Give Us This Day

By Harold Brewer

11/01/2000

(Harold Brewer was born in Wichita and raised on a farm in central Kansas. He served in the U.S. Air Force during the Berlin Airlift and the Korean War. After leaving military service, he attended the University of California and received degrees in agricultural engineering from Berkeley and Davis. He has done research at the university and federal government levels on advanced agricultural systems. This article is adapted from his recent book Fig Leaves And Masks.)

My favorite season on the farm during the 1930s was summer, when we harvested wheat, oats, and alfalfa. Harvest started when we rolled out a binder and thresher, stored since last summer. The binder cut stalks, tied them into bundles, and dumped them into rows. The thresher separated grain from straw and chaff. At threshing time, several neighbors and many itinerant workers assembled at our farm. With luck, no rain fell and the grain was safely stored in the granary within a few days.

Now, a combine rolls into a field. In a matter of hours, one or two workers harvest and store the grain. Labor is reduced at least tenfold.

Similarly, for harvesting alfalfa. What took many days and people is now accomplished in a few days with one or two people.

Childhood ended. I left the farm, completed military service, then enrolled at the University of California at Davis in the Agricultural Engineering Department. Its researchers were world-renowned for developing machines for field production. Field production machines are important because each replaces ten or more workers. Nations with the lowest percentage of workers on farms are the wealthiest. For example, the U.S.A. has 2% of its population working on farms, while Ethiopia has 84%. More? Japan 5% and China 68%.

My major at UCD, power and machinery, brought me into contact with people developing harvesters for crops such as grapes, peaches, and tomatoes. The tomato project was particularly interesting. Several people contributed in various ways, such as developing a variety that could withstand mechanical handling. But the key element of the harvester proved elusive. This finally fell into place when Steven Sluka, a refugee from the 1956 Hungarian Revolution — some immigrants can be useful! — conceived the idea of cutting vines loose from the ground, lifting them, then shaking the tomatoes off the vines. His technique was the basis for the first successful mechanical tomato harvesters.

Growers in California were faced with the loss of workers who were hand-harvesting their crops. Politicians and Labor had teamed up to discontinue the bracero program, so that wages paid domestic laborers could be driven up. However, UCD researchers, with grower funding, had just successively tested the mechanical tomato harvester. When braceros walked out of the fields, mechanical harvesters rolled in.

Several years later, the mechanization program at UCD was shut down and dismantled. Politicians did not intend to have their labor-friendly policies thwarted again. Just to make sure, they and their allies reached out to the Agricultural Research Service in the U. S. Department of Agriculture and dismantled all field mechanization programs there, too. Mechanical lettuce harvesters were under development in the 1960s. That work was stopped. Today, lettuce is still harvested by hand in the field.

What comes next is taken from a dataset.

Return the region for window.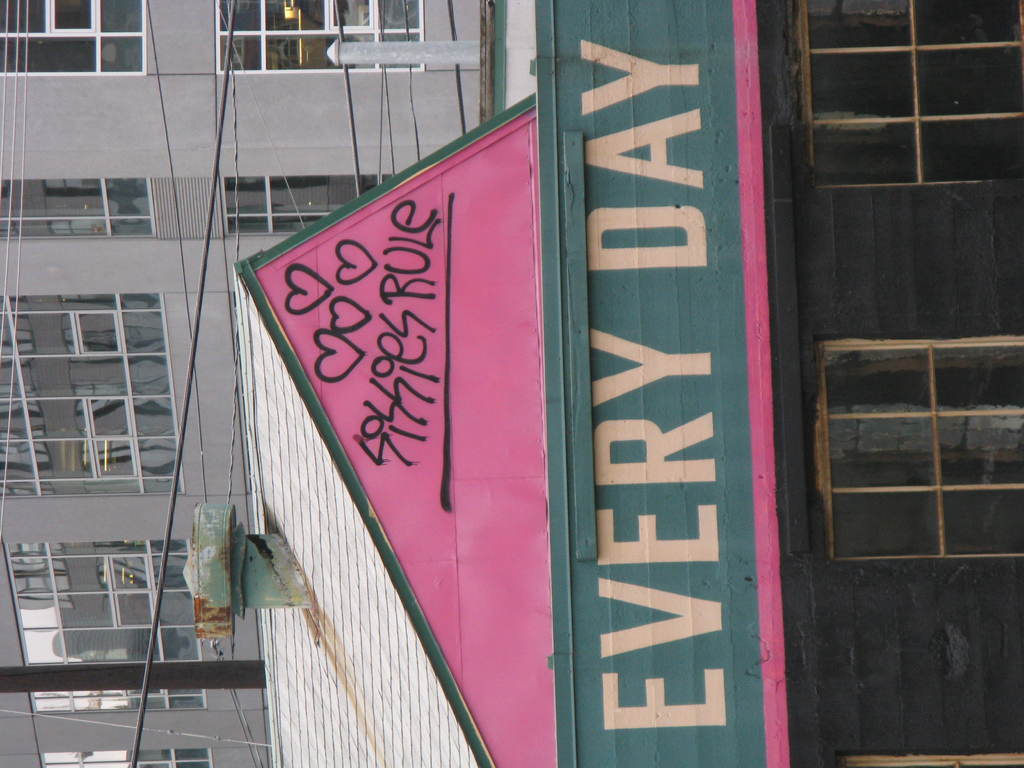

The dismantling occurred over a period of years starting in the 1960s. Nothing overt, just not renewing any mechanization projects or starting any new ones. The mechanical tomato harvester had rankled a lot of labor-friendly people. When we say "labor," we might as well say Mexican workers, legal or illegal.

But the precipitating event — I am relying on memory — was when a Secretary of Agriculture was due for a photo op in Northern California with UCD researchers, spotlighting a fruit-catching frame used in mechanization. Word got out and the next thing we knew the event was called off. Cesar Chavez, head of the agricultural workers union, pulled the right strings and stopped it cold. He didn’t want any more mechanization, which would put his union members out of work. [For Chavez' conflicted attitude to immigration, see La Causa or La Raza.]

That big hole in the Mexican border started in earnest when politicians and their labor allies stopped the development of any new agricultural field machines. The stopper on mechanization went all the way through the 1980’s and extended into the Agricultural Research Service of the USDA. Finally, around 1990, it was all right to "quietly" do mechanization research again, but it had to be labeled as being for the environment, or for food quality, or whatever. Field mechanization to save labor was still not allowed.

Meanwhile, across the Pacific at an Institute outside Tokyo, the mechanization work continued without interruption.

And rural America fills up with foreigners.